I wonder if the kid took this into consideration when deciding to invite his friends. As in, he knew it was buffet, knew it wouldn’t cost extra money, so figured it was no big deal.
There is absolutely no reason to be furious about it. Yes, it’s a faux pas, but children are not born with manners, they have to be taught manners. So, you have a nice easygoing talk about it the next day to instruct him on the finer points.
One might also look inward and realize that you could have discussed the Bar Mitzvah with him and asked if he wanted a guest added to the list, a courtesy extended to many of the invitees. He is in a rather unique position, he is required to attend, yet is not offered a guest to keep him company through the event, like most of the other single guests. The people he is closest to, sibling and parents, will be busy entertaining their own guests and friends. This assumes, of course, that the guest list does not already include anyone his age to interact with, such as cousins or family friends.
I’m confused, he didn’t seek permission from the Dad, that parts clear. Is it possible that he asked the younger brother if he would be okay with it, and then acted on that?

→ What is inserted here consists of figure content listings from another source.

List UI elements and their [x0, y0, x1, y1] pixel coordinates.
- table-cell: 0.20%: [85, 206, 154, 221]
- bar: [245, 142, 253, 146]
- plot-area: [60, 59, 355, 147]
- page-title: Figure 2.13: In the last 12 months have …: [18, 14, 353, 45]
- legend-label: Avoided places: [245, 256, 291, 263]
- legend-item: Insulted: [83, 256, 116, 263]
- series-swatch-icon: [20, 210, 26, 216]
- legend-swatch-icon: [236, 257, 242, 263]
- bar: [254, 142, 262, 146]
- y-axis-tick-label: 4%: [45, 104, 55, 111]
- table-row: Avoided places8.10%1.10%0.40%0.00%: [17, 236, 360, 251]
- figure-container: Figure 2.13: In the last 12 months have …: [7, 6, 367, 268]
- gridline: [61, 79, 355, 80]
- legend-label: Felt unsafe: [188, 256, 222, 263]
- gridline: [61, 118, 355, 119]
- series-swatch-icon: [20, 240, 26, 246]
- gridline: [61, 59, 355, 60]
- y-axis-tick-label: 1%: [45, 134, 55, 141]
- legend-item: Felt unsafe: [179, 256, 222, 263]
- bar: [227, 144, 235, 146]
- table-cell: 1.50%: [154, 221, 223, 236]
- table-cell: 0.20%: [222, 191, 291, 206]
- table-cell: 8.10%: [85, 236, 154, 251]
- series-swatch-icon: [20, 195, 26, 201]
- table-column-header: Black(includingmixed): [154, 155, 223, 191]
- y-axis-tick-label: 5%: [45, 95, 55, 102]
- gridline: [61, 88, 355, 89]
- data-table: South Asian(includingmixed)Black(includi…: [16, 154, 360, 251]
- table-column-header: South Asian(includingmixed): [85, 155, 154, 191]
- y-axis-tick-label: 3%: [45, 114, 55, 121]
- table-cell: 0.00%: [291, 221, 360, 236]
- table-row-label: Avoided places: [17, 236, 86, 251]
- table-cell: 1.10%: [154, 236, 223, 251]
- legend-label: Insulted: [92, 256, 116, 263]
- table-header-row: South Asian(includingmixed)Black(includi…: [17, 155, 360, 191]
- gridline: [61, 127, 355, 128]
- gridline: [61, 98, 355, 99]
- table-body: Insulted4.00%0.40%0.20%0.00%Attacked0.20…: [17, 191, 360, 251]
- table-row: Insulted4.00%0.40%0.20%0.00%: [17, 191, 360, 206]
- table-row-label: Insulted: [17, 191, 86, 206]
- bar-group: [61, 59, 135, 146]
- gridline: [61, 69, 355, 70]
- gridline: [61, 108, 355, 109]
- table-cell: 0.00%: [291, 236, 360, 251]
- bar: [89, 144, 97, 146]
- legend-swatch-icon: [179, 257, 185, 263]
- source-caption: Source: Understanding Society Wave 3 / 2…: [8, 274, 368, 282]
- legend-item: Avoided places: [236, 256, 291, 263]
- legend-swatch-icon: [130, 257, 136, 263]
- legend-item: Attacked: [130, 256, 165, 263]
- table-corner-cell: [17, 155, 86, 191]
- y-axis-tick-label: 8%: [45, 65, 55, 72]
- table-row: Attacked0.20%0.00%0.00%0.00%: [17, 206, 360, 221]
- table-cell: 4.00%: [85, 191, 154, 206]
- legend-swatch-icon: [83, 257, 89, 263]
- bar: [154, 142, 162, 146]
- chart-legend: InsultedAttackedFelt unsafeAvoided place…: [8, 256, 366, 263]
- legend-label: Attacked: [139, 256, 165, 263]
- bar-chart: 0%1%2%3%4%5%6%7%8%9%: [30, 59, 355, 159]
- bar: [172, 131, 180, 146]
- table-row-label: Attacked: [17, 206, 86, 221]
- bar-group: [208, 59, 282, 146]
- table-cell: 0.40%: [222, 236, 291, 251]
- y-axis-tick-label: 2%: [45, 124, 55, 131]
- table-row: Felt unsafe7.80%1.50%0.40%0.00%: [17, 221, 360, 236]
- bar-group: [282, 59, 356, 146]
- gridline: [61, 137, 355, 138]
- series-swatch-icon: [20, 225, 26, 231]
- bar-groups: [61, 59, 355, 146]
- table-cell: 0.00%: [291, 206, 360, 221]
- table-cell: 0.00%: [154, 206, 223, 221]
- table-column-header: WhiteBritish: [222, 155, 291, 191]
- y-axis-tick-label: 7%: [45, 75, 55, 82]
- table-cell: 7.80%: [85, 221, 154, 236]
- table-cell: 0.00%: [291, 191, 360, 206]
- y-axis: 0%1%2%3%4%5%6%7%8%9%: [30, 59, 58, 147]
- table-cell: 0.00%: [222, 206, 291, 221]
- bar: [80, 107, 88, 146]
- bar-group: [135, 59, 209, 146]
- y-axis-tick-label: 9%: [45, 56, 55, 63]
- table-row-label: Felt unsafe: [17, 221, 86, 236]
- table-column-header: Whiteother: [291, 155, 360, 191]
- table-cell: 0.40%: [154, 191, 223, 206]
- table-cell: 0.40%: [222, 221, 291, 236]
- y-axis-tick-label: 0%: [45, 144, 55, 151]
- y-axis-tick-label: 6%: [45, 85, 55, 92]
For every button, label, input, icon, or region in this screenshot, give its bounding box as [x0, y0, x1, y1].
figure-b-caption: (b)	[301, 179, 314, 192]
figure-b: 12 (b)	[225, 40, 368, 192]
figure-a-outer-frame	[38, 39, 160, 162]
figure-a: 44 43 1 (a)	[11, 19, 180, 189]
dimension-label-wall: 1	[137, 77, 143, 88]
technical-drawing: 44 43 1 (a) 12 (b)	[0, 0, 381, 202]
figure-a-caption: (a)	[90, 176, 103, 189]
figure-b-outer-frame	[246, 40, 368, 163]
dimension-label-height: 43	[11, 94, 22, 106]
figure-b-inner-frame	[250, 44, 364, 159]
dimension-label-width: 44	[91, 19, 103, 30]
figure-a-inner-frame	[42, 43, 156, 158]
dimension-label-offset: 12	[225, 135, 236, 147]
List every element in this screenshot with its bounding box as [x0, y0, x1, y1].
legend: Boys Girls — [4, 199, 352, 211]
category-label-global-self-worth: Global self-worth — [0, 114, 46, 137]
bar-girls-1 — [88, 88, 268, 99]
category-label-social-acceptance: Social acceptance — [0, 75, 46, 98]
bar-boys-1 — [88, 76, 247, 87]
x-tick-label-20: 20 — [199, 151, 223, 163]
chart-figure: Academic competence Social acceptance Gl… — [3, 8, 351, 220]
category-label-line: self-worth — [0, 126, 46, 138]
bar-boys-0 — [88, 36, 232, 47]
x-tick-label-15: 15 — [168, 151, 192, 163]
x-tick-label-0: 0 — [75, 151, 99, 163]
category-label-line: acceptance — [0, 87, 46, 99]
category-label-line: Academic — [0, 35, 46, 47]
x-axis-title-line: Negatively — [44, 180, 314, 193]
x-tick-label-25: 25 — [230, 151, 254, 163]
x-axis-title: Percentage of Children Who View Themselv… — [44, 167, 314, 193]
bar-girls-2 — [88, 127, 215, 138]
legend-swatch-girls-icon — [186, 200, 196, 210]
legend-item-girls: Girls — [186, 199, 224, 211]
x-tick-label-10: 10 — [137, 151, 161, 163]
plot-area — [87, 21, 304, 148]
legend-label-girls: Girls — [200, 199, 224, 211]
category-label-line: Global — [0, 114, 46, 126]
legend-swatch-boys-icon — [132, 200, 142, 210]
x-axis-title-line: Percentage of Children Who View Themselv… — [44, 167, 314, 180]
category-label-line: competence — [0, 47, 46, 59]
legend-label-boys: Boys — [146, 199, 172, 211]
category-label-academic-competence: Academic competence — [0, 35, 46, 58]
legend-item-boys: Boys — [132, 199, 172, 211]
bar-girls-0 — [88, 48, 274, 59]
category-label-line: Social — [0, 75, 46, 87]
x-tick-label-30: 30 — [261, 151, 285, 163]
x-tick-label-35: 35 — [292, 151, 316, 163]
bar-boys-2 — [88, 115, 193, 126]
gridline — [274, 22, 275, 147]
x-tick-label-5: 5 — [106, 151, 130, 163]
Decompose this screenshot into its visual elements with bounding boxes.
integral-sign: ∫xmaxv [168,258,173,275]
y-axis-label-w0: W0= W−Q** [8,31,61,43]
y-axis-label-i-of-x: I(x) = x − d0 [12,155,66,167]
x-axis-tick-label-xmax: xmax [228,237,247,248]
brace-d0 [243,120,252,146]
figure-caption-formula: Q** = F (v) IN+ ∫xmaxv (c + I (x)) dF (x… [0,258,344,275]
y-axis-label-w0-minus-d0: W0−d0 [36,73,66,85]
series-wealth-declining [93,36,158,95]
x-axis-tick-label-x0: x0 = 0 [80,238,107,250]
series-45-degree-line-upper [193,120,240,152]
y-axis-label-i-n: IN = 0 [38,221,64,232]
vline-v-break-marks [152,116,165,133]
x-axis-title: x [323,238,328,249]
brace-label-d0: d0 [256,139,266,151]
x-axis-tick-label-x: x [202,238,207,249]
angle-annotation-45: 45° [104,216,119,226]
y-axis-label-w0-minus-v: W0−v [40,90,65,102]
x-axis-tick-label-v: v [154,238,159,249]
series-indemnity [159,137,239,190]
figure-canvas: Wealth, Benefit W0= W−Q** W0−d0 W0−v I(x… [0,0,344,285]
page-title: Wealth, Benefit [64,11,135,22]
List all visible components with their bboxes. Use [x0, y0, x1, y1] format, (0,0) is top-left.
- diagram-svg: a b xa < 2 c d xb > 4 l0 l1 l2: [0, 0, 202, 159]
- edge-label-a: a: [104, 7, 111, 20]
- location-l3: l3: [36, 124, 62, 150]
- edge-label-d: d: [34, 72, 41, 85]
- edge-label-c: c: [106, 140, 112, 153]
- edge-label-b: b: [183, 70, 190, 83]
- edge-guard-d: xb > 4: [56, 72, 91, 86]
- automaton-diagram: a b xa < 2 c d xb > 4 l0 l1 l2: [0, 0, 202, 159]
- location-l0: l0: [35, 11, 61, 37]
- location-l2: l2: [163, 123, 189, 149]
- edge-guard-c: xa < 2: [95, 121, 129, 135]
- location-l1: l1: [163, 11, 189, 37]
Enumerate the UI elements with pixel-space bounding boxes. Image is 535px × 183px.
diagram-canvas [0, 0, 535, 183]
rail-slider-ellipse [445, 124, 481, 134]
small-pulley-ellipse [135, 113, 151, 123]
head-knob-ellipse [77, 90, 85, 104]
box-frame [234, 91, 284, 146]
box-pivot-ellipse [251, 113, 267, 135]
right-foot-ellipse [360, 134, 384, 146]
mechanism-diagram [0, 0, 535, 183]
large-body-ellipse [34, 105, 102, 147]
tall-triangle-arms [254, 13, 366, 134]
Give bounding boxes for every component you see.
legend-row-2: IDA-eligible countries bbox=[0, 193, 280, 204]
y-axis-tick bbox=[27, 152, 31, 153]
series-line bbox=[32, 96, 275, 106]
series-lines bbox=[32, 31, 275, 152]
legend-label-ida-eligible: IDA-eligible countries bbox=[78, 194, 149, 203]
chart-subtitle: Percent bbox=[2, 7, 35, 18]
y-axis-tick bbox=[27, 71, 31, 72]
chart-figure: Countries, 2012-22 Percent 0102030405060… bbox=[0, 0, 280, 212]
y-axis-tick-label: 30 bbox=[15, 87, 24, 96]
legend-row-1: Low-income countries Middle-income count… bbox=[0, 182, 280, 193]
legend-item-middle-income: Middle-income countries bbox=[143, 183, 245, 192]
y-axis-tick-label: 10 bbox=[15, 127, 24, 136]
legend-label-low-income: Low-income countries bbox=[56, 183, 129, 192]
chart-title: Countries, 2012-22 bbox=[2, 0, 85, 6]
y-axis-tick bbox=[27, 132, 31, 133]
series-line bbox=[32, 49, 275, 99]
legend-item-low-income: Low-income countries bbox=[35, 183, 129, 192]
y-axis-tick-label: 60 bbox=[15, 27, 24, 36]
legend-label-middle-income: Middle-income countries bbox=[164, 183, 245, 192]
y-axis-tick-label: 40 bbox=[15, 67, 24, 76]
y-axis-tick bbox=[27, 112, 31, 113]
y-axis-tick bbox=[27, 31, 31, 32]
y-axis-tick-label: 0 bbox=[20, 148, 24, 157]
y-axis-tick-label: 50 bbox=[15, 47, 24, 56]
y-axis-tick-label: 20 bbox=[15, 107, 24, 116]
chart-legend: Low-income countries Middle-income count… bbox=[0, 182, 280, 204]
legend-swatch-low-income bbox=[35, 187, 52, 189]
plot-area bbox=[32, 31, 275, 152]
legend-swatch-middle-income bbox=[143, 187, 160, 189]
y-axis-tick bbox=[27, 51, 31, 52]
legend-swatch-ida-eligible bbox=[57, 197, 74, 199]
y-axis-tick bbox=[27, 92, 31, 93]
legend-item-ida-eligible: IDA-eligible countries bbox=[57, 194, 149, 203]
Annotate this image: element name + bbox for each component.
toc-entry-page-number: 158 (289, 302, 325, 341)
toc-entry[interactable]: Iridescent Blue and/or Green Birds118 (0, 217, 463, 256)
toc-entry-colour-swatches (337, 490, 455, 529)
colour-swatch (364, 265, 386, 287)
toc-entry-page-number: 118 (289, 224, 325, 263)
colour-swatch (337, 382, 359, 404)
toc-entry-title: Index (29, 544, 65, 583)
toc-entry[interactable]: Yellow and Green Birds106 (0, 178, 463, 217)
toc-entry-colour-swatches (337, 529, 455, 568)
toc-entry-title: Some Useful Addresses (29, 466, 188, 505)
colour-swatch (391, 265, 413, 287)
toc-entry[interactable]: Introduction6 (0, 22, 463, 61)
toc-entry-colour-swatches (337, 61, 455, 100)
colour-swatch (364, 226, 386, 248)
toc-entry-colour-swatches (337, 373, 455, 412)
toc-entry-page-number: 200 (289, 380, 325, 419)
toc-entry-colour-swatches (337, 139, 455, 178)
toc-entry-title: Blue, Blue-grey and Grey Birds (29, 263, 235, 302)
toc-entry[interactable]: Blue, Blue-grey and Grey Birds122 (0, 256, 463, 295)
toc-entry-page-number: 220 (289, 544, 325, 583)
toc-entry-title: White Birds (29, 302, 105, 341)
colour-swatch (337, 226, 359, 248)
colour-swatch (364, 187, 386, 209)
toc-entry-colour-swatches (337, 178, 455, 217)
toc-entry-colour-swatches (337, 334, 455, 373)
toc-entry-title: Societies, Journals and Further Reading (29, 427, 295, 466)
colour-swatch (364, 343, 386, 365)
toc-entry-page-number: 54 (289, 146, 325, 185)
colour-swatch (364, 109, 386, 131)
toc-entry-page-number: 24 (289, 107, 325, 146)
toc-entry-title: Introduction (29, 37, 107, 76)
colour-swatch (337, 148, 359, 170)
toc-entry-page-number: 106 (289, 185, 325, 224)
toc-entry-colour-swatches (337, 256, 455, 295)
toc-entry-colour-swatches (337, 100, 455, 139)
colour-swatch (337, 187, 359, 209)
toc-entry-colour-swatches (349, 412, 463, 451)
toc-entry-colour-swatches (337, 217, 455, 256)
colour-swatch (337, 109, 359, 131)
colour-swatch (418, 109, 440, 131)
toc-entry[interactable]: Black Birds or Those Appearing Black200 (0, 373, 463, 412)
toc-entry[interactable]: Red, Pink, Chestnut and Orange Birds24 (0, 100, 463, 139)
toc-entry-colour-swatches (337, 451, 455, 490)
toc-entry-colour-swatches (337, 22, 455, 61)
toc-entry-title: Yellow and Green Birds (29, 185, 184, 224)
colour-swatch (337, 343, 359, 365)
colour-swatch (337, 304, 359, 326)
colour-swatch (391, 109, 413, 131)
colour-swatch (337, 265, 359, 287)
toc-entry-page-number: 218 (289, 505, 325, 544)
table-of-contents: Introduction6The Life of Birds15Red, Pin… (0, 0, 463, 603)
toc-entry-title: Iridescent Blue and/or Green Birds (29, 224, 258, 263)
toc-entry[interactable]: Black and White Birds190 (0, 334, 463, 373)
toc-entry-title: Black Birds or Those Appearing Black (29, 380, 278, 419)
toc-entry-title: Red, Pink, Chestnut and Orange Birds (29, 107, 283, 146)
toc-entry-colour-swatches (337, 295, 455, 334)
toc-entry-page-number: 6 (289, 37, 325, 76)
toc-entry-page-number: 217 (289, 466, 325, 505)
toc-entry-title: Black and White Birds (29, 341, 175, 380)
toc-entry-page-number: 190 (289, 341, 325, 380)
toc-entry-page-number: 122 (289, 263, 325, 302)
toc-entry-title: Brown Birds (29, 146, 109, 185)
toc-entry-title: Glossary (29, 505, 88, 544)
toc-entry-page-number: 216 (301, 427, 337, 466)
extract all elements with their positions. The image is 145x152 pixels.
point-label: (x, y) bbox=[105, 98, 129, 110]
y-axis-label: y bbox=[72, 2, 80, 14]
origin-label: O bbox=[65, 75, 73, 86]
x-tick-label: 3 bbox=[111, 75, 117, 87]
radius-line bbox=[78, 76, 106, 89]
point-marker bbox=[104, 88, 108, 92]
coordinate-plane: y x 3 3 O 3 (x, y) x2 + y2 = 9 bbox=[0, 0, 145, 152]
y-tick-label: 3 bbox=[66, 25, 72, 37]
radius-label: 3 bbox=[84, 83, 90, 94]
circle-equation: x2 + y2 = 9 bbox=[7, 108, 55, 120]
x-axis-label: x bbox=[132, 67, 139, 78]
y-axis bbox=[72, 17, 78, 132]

And there is no way three more teenagers is even going to register on the caterers radar. They are only concerned with head counts when the meal is plated. But a buffet, pfft, no worries. They charged the family based on the amount of food provided (based on how many guests they expected). Should they have an additional 10 persons show up and the food run out, well, that’s the hosts problem, not the caterers. (Waiter passed hor d’oeurves, plated meal - different story entirely.)
It doesn’t sound like anyone else in the family cared, so I don’t see it as a big deal. Teenagers generally know what their parents will or will not freak out about and it doesn’t sound like this kid thought he was doing anything that would bother anybody. I see it really as an individual family thing than an absolutist breech of ettiquette. Some families would care, others wouldn’t.
The caterer I worked for (not high end, by any means) did care about headcount at buffets, within some margin of error. 3 teenagers would easily have been overlooked, though. But our policy was to feed who you had, and charge extra if necessary. This caterer was a university department, though, so maybe that isn’t the standard. They were in a little better position than most to always have access to more food! And to get crappy headcounts from people with no clue! And to not want to leave visiting dignitaries with empty plates! So I’m not sure this part added much…
It’s possible they just purchased deli trays, though, in which case headcount is a total non-issue.
More to the point, I think it’s a lesson for everyone in the family. It would have made sense for the parents to touch base with the older son as to how he would be involved in the event. That would have allowed the question of whether his friends were invited to come up, and also any particular family obligations he had during the event.